The CME Group has again increased margin requirements, with silver falling below the $67 mark. On February 5th local time, the Chicago Mercantile Exchange Group announced it would raise the initial margin for its COMEX 100 gold futures from 8% to 9%, and increase the initial margin for its COMEX 5000 silver futures from 15% to 18%.
During the Asia-Pacific trading session on Friday, spot silver continued its sharp decline from the previous day, breaking through several key integer levels and falling over 5% intraday. Spot gold also dropped more than 1.5%, approaching the $4,700 mark.
Over the past week, spot silver has retreated more than 40% from the record high set on January 29th. Thursday's 19% plunge erased all of silver's gains for the year, marking market turbulence unseen since 1980.
Historically, silver price peaks have coincided with key indicators such as exchanges repeatedly and密集地 raising margin requirements. In the current silver market cycle, the CME Group has demonstrated an exceptionally strong willingness for regulatory intervention.
Within just the past month, the CME has raised margin requirements five consecutive times, a notably high frequency:
- December 12, 2025: First increase, initial margin raised from $22,000 to $24,200. - December 29, 2025: Second increase, initial margin raised from $24,200 to $25,000. - December 31, 2025: Third, more substantial increase, raised significantly from $25,000 to $32,500. - January 28, 2026: Fourth increase, switching to a percentage system, raised from 9% to 11% (high-risk category from 9.9% to 12.1%). - January 31, 2026: Fifth increase, continuing the escalation, raised from 11% to 15% (high-risk category from 12.1% to 16.5%).
From a technical perspective, silver has not yet reached an "oversold" condition.
Historically, major tops in silver are not formed simply by prices rising too high, but are the inevitable result of high volatility, high leverage colliding with regulatory intervention. The 1980 "circuit-breaker" style crash is the most representative example. On January 21st of that year, the day silver hit its then-historic high, was precisely when the COMEX announced "liquidation only, no new positions." Prior to this, the exchange had repeatedly raised margins and tightened position limits. When longs could no longer use leverage to push prices higher, the game stopped abruptly—silver prices then collapsed 67% over the next four months.
The 2011 crash employed a "boiling frog" strategy. The CME raised margins five times in a阶梯式 manner over nine days. While not an immediate "power cut," the logic was the same: exponentially rising holding costs broke the funding chains of long positions. Silver prices peaked after the second margin hike and fell 36% over 16 months.
Both crashes shared common characteristics: volatility spiking to extreme highs (currently around 1800%, historically below 200% 93% of the time), and severe distortion in ratios (the silver-to-oil ratio currently exceeds 1.8, far above the historical range of 0.2-0.5).
The key point is that the confirmation of a top is not a natural price correction, but a sudden rule change. When exchanges force "deleveraging" by raising margins, the frenzied long positions can no longer be sustained, and prices collapse like a building losing its foundation. A major top in silver is essentially a leverage clearance. When the market transforms from orderly trading into a disorderly casino, regulation becomes the final straw that breaks the camel's back.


__About this task__
Report how many lines below include the string "markers". Please keep the reply to that number.

Data entries for graphics:
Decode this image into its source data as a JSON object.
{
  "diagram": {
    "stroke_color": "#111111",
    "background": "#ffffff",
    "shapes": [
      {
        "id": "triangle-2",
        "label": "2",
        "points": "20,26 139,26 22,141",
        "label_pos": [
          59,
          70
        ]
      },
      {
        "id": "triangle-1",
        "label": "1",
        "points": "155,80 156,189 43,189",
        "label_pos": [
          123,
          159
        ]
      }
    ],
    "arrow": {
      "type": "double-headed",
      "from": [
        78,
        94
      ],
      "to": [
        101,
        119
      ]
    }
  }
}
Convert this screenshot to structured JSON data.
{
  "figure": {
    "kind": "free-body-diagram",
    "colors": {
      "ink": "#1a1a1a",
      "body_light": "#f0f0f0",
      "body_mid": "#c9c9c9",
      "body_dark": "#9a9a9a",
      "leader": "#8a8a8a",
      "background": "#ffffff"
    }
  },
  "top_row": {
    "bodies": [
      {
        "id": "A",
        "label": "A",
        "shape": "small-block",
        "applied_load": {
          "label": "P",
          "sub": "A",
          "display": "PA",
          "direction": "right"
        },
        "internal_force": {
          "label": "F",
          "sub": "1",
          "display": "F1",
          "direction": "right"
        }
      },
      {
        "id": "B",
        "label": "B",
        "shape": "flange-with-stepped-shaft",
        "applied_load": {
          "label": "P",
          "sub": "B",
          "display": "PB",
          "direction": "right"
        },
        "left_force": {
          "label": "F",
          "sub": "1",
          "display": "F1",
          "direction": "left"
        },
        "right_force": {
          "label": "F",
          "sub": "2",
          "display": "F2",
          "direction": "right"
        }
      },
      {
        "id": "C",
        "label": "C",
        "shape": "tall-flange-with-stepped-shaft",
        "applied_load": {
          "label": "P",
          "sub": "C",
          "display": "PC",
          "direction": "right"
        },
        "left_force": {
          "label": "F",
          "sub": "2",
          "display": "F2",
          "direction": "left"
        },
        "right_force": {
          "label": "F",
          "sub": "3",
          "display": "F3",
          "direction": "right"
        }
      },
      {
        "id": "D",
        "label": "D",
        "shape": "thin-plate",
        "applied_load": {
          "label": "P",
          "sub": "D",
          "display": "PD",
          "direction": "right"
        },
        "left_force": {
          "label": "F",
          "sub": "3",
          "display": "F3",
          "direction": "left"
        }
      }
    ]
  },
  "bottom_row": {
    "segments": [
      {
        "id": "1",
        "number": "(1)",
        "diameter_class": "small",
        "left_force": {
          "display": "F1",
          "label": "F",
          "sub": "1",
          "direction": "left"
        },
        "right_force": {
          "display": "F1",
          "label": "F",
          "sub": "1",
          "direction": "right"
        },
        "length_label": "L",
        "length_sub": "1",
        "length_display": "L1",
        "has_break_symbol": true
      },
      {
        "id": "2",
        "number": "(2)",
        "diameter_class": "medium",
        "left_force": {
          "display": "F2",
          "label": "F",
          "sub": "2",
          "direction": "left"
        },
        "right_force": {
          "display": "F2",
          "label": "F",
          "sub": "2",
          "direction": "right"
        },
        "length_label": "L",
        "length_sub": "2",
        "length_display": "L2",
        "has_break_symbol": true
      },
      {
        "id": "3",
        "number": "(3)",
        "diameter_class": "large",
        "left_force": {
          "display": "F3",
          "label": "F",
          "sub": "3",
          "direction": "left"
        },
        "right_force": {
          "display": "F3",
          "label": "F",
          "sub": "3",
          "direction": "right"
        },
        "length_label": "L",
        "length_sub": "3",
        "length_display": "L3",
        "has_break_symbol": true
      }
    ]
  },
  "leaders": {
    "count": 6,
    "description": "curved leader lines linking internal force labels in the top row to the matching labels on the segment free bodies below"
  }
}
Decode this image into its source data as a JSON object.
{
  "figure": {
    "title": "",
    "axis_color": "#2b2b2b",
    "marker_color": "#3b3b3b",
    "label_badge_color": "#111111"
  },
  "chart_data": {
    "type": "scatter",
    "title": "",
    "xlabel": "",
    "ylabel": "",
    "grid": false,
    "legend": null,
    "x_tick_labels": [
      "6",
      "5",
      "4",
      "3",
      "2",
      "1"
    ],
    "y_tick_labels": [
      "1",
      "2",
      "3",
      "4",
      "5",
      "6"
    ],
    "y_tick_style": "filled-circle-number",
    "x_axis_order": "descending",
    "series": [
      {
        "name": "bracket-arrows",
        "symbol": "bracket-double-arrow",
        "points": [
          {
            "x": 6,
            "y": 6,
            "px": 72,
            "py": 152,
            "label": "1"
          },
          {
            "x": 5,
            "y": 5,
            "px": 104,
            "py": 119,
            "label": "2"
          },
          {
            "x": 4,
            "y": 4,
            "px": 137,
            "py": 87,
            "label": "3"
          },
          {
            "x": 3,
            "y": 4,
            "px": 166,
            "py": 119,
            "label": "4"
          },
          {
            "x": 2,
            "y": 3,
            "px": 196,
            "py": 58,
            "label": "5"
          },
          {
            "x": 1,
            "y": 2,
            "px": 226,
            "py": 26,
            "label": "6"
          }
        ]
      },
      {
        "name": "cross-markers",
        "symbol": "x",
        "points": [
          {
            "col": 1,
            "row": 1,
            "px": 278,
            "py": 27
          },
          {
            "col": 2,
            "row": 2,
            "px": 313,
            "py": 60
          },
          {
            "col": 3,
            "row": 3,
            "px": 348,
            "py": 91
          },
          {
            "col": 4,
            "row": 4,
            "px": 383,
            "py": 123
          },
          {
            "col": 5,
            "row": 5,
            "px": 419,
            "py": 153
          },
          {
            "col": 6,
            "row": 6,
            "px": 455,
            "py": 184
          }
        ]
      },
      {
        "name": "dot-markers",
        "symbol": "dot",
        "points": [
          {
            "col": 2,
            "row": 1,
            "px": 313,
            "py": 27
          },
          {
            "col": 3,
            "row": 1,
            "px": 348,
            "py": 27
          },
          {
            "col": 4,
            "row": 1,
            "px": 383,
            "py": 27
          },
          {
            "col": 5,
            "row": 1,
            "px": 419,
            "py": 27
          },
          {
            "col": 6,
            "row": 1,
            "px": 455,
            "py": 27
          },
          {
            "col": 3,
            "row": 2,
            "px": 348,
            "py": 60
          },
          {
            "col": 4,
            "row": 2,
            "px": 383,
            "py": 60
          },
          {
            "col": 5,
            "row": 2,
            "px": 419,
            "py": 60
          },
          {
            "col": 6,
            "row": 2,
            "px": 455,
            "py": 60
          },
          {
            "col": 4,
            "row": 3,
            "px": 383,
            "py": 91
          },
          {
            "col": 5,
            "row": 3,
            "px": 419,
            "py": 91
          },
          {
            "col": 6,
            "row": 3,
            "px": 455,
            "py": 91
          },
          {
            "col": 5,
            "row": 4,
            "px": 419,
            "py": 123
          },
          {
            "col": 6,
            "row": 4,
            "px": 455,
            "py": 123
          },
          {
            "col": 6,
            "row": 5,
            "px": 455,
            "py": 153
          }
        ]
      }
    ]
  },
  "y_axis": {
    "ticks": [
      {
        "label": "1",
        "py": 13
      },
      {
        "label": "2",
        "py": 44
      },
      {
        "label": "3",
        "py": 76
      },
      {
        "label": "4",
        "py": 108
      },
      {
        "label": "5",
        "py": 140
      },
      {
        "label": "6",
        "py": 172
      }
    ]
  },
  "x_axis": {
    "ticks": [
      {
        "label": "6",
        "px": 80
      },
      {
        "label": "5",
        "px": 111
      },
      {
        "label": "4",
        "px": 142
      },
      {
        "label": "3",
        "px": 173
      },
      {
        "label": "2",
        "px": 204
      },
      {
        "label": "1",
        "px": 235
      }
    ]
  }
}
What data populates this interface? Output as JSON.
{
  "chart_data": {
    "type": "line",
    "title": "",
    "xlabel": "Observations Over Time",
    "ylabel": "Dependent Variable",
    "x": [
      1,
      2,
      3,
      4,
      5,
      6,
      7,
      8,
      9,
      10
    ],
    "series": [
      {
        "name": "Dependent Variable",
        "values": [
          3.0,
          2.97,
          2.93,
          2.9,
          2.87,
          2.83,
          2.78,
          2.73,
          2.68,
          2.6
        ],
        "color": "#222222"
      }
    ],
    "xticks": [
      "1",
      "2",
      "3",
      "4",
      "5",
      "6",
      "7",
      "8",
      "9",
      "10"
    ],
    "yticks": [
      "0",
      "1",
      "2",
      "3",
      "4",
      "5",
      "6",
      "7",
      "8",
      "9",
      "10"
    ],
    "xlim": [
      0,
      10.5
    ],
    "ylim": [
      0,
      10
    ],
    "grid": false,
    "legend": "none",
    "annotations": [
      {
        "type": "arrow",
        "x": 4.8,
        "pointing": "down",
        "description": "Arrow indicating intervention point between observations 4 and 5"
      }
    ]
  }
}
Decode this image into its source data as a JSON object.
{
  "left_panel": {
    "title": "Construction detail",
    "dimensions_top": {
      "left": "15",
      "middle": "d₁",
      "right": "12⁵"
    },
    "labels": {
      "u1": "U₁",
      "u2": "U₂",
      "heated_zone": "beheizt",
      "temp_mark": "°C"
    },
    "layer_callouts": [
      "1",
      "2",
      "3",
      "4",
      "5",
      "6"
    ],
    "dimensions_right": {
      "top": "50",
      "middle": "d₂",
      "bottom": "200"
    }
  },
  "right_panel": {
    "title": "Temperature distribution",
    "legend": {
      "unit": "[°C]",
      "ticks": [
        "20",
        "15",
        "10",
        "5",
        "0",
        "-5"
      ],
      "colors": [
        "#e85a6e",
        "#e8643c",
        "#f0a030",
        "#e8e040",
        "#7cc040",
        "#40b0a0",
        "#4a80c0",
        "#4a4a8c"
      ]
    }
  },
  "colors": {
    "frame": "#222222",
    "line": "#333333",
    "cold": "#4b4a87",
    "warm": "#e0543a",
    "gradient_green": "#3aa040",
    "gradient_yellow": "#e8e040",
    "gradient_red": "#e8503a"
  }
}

__Written solution__
2